Getting Started With Google Drive

To review: You have read The Veterinarian and the Cloud (Cloud Vet 1). You know what “the cloud” is. And you’ve been persuaded to try Google Drive. Now it’s time to leverage your cloud storage so you can heal some patients.

In other words, it’s SuperHealing TechyVet time! (sound the dork siren)

Ready to jump in? Hold on, big fella.

First, make sure you have Google Drive installed and working like a well-oiled spay hook. Using your home computer/laptop (the one with all of your files), head to https://drive.google.com/ and sign into your Google account.

Don’t have a Google account? Honestly, shame on you. Don’t you know that “The Google” is the most awesome force on the techy planet?

Sign up and stop questioning me.

If you need help from here (nothing to be ashamed of!), be sure to Adopt-A-Techy. Also check out these links: How to install on Mac | How to install on Windows PC.

 

Doctoring With Google Drive

Without further delay, here are 11 ways you can use Google Drive to help improve your patient care. And let me remind you: all of the following ideas can be implemented without spending one penny.

1. Your Custom Digital Medical Library Want to be a walking veterinary encyclopedia? As long as you have your tablet, phone, or are logged into your Google account, this is possible.

First, keep up with veterinary magazines and journals, reading your favorites every month. I know, I know…easier said than done, right? As you read and find articles, save them digitally (by downloading or scanning) into your Drive and they automatically become searchable. Now you are making your reading much more useful, with a goal in mind that helps your care by allowing you to find the articles when you need them most.

Here are some other items that might go into your digital library:

  • Journal articles​​

  • Lecture notes from veterinary school

  • Quick references

  • Consensus Statements and Guidelines

  • Conference proceedings and notes

  • Videos of procedures

  • Client Handouts

After graduation from veterinary school, I digitized (scanned or downloaded) all of my (useful) notes and since then have been adding to my library by way of peer-reviewed journals, conference proceedings, lecture notes, and anything else I come across. I organize it by topic and watch it grow. Last I checked, it had over 10,000 documents of fully searchable and always up-to-date resources.

VMD Tech’s Survival Guide to Veterinary Trade Publications »

Want to really impress? A techy hospital owner could supercharge this idea by creating a central digital library of resources for their employees that is constantly being updated and shared via the awesome sharing capabilities of Google Drive.

You can do this too SuperHealing TechyVet!

2. Quick References Have you heard about VMD Tech’s Digital Bulletin Board?

We all have our favorite quick references that we are constantly flipping to—sometimes on a bulletin board, sometimes in a binder, sometimes on the back of a clipboard.

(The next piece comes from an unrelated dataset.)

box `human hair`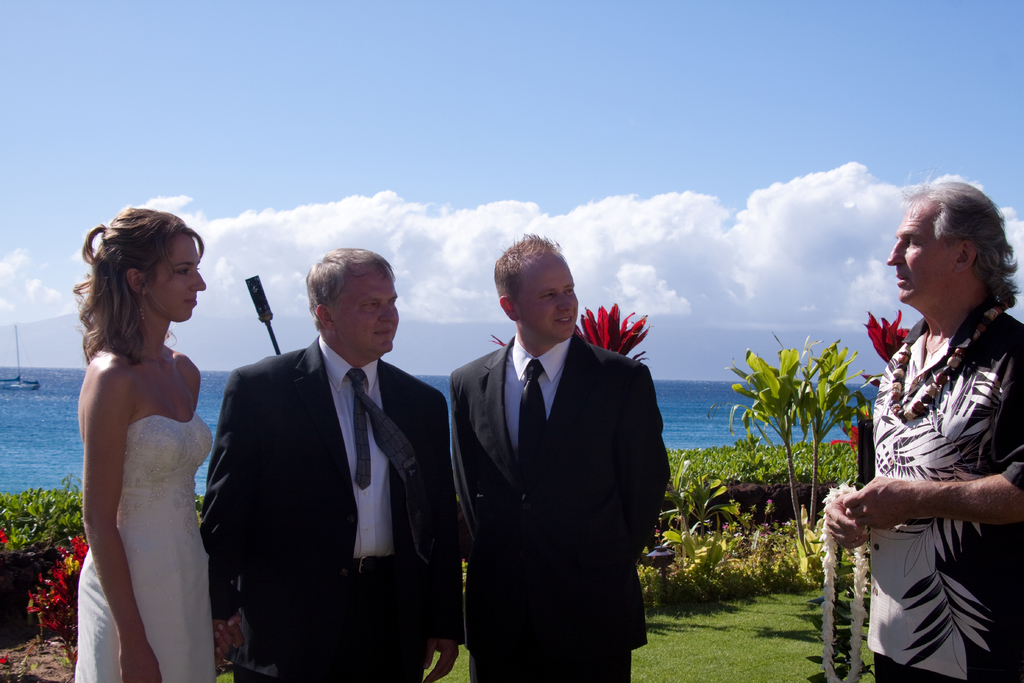
bbox(491, 225, 562, 309)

Armed with Google Drive and a mobile device, you can digitize all of these and have them with you everywhere in a completely searchable and shareable manner.

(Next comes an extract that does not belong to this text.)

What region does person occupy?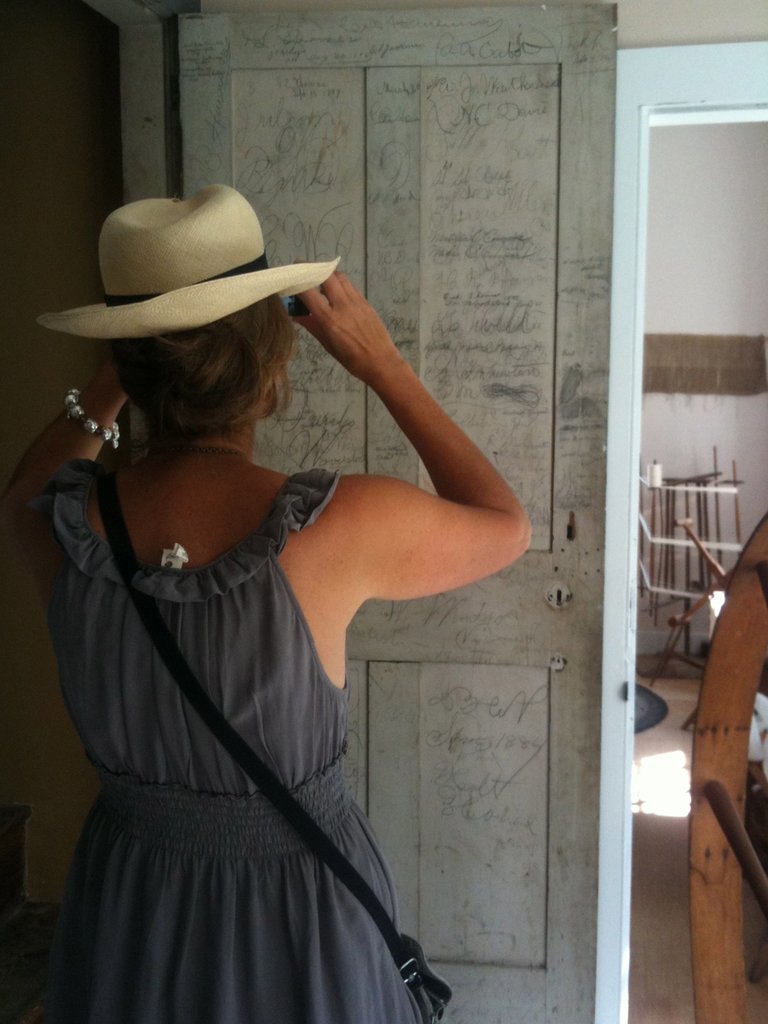
crop(0, 187, 532, 1023).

What else is in my quick reference folder?

  • Hospital phone lists

  • Favorite treatment protocols

  • Drug reconstitution and package insert information

  • Local rabies laws

  • Reference lab information

  • My “nerdbook” (a document of random pearls of information I’ve learned and continue to learn)

This is also where I store what I call my Digital Drug Book and CRI calculators (more on this in a future post). You can even keep all of these offline on your mobile devices as “Offline Documents“. This is a must for use in the horse barn!

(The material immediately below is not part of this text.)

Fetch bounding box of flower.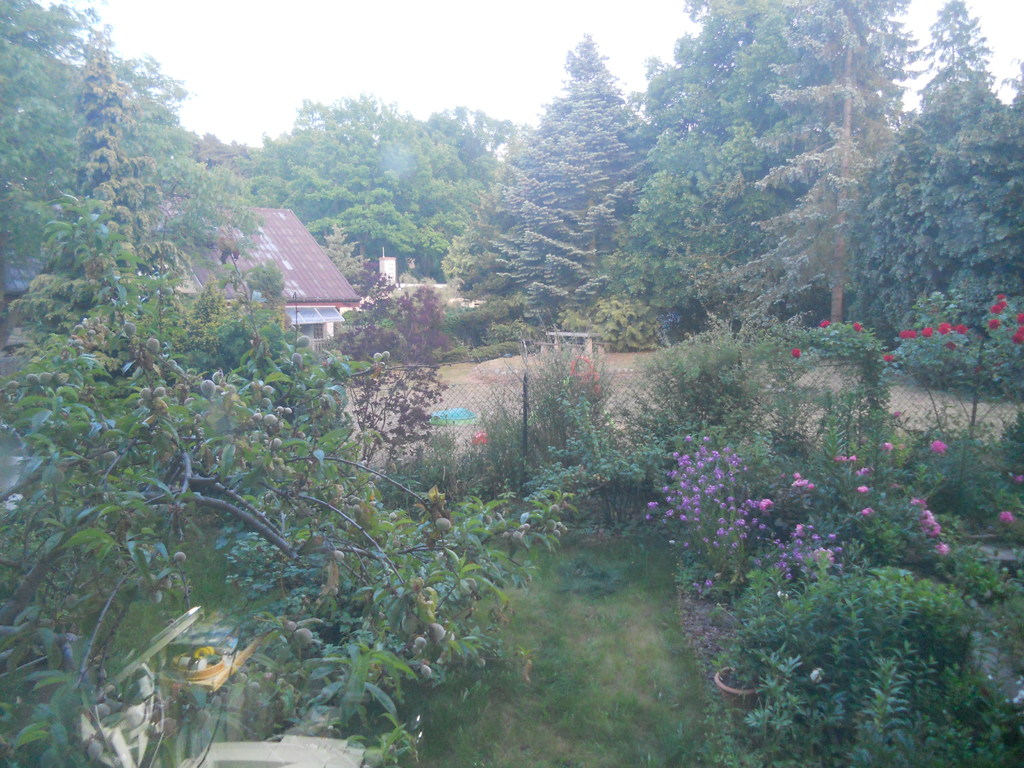
Bbox: rect(759, 495, 769, 517).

Best of all, you will never have to throw paper away because a quick reference was accidentally dipped in hematochezia.

3. Patient Templates Patient templates are the secret to being an efficient, accurate, and consistent veterinary professional.

Reinventing the wheel (think drafting new discharge instructions for every gastroenteritis case from scratch) is a waste of precious time that could be devoted to your patients and clients. As it turns out, this type of inefficiency also results in poorer outcomes (have you read the Checklist Manifesto yet?).

Templates can be in the form of checklists, written discharges, treatment protocols, electronic treatment sheets (more on this in a future post), communication logs, referral letters, client handouts, daily tracking sheets, etc.

No matter which templates you use, Google Drive can be your storage solution so that you always have them with you, can easily copy/paste them, and can edit and improve them on the fly.

4. Presentations If you give lectures of any kind, Google Drive is perfect for presentation storage.

I once gave an animal first aid talk at a conference full of firefighters. I drove two hours only to realize I forgot my laptop! Eh, I thought, no worries—surely they will have a desktop computer and I’ll just plug in my USB drive.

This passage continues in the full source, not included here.